By Debbie Brennan
The New South Wales Asbestos Ex-Miners Aboriginal Corporation has waged a five-year fight to take James Hardie Industries to court with a community-based compensation claim for asbestos-related diseases and death. It is now close to its goal.
Similar to the Wittenoom atrocity in Western Australia, the asbestos mine at Baryulgil (on NSW's far north coast) poisoned the predominantly Aboriginal work force and their entire community between 1942 and 1979.
Until the Melbourne speaking tour in November 1992 of Charles Moran, former asbestos miner for James Hardie, Bundjalung elder and chair of the Corporation, this historic fight had been isolated. Victorian trade unionists and activists finally learned about the Bundjalung people's struggle for compensation and redress.
Solidarity from Victoria, particularly from unionists, has turned up the heat on the Aboriginal and Torres Strait Islander Commission (ATSIC), which refused to grant the Corporation the funds needed to monitor the health of the Baryulgil victims and gather the medical evidence for a lawsuit. This union solidarity has now spread into NSW.

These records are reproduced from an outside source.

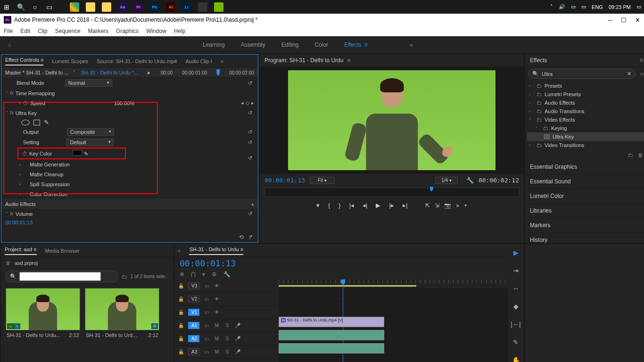 This screenshot has width=644, height=362. Describe the element at coordinates (466, 206) in the screenshot. I see `add-button-icon: +` at that location.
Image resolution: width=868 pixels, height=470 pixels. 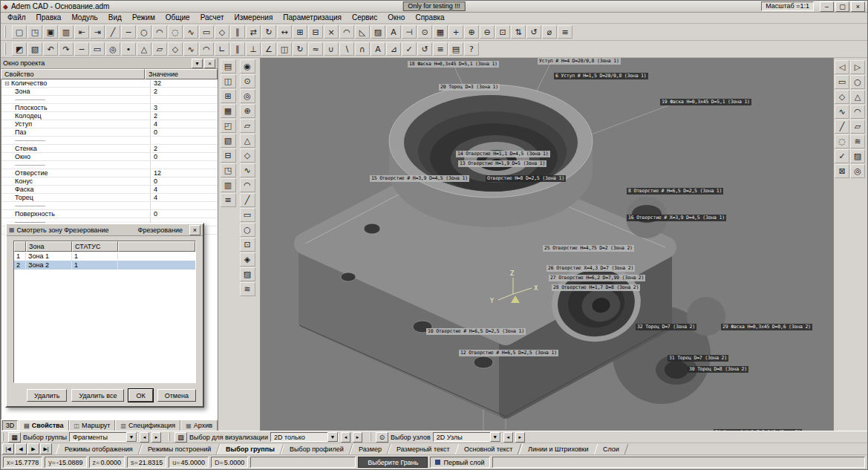 What do you see at coordinates (269, 32) in the screenshot?
I see `rotate-icon: ↻` at bounding box center [269, 32].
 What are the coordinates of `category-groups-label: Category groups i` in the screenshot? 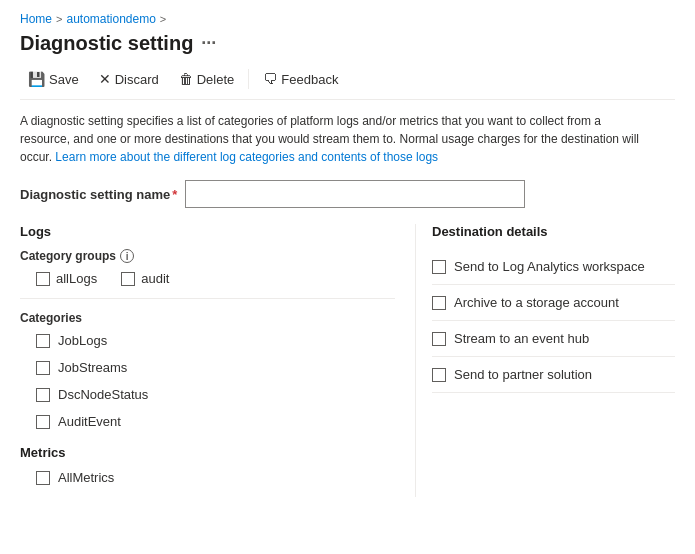 It's located at (208, 256).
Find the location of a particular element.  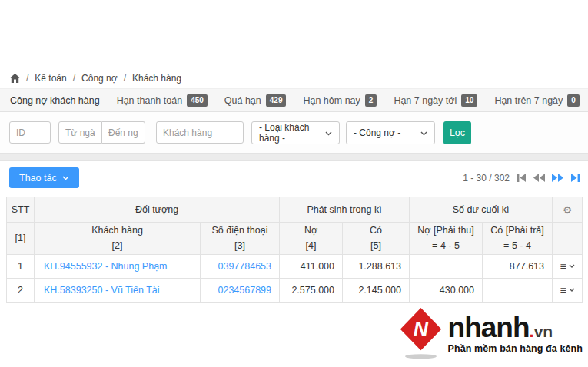

breadcrumb: / Kế toán / Công nợ / Khách hàng is located at coordinates (294, 78).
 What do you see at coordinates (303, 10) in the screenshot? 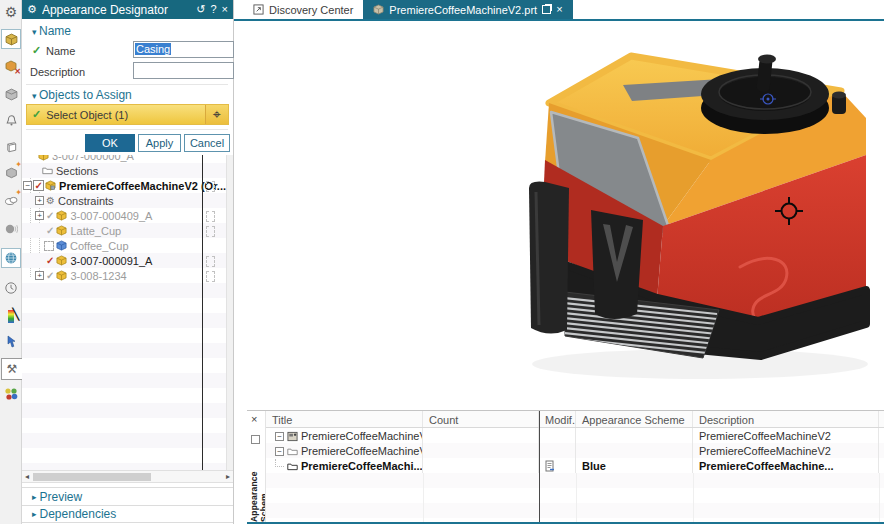
I see `tab-discovery-center: Discovery Center` at bounding box center [303, 10].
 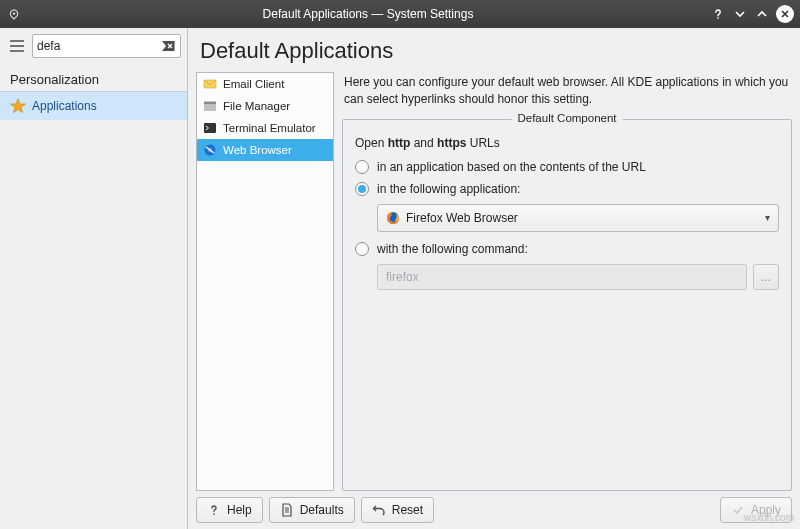 What do you see at coordinates (567, 167) in the screenshot?
I see `radio-content-based: in an application based on the contents …` at bounding box center [567, 167].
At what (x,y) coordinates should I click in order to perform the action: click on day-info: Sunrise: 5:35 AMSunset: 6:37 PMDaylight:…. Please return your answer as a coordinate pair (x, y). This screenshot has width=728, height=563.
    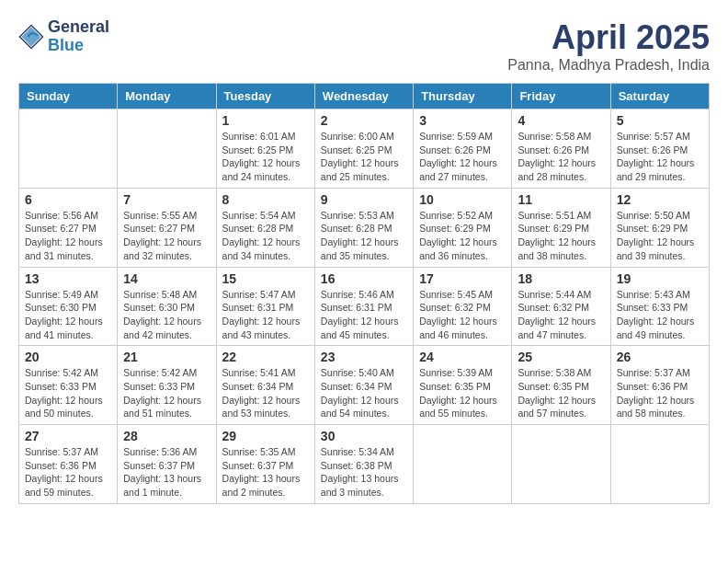
    Looking at the image, I should click on (266, 473).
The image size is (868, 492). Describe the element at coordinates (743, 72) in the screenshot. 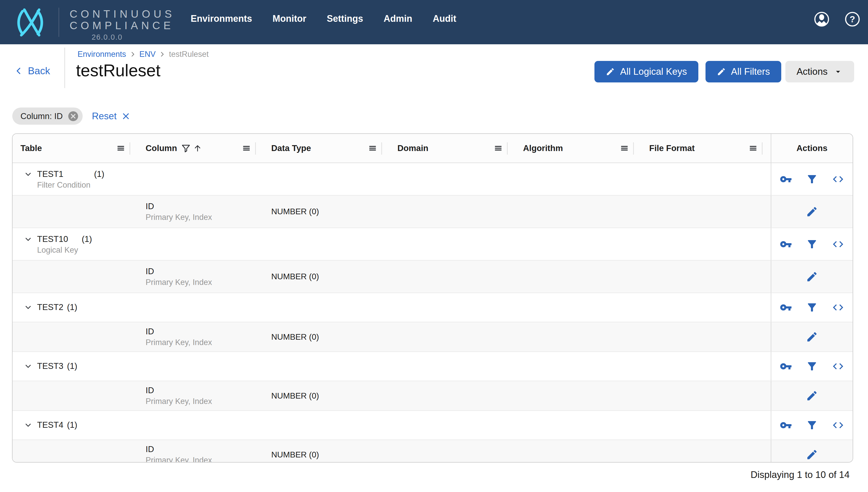

I see `all-filters-button: All Filters` at that location.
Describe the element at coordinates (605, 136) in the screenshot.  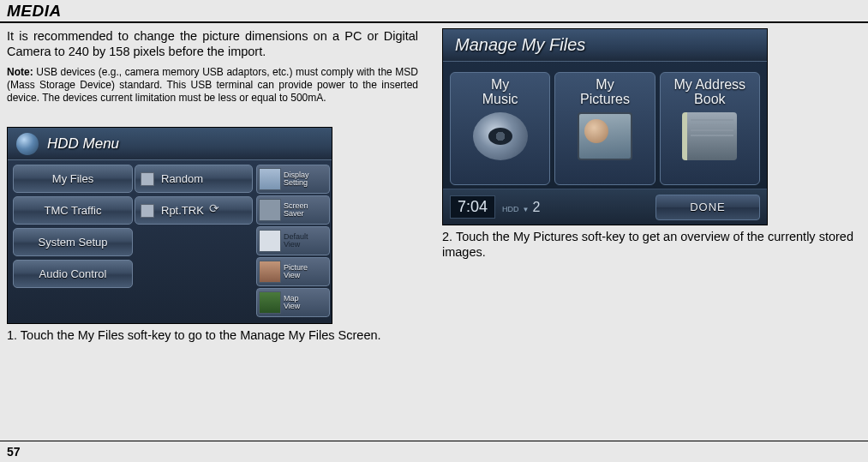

Forcibly removed by pastoralists from their Clarence river homeland in northern NSW to Baryulgil, the Bundjalung people were "herded together like a mob of cattle" says Karen Moran, co-founder of the Corporation. They became the profiteer's ideal source of labour — a caged-in work force.
Working without protection in the asbestos dust, lied to by the management about its danger and ignored by their union, the Aboriginal miners and their families have manifested asbestos diseases after 20-30 years of exposure. The death count is increasing and can't be stopped.
"It was premeditated murder", says Karen Moran. "the company knew the effects of asbestos mining before they opened that mine, and yet they blatantly used my people as slave labour".
Moran explains that "women also carry the legacy; they lived in it, breathed it, we all consumed it through the water, the air and the food. It was everywhere."
Karen Moran has pleural plaque. Charles Moran has asbestosis. Every member of their family suffers from an asbestos-caused illness. The Morans typify the health conditions of the entire community.
Melbourne Radical Women is sponsoring two public events for Karen Moran, a reception on Friday, November 26, at 7 p.m. and a forum entitled " Baryulgil Atrocity: Women Speak Out", on Saturday, December 4 at 4.30 p.m. Both events are at the Solidarity Salon, 1 Appleby Crescent, West Brunswick. A dinner will follow the forum. For info or to arrange for Karen Moran to speak to your organisation or workplace, ring (03) 387 1845, fax (03) 386 5053.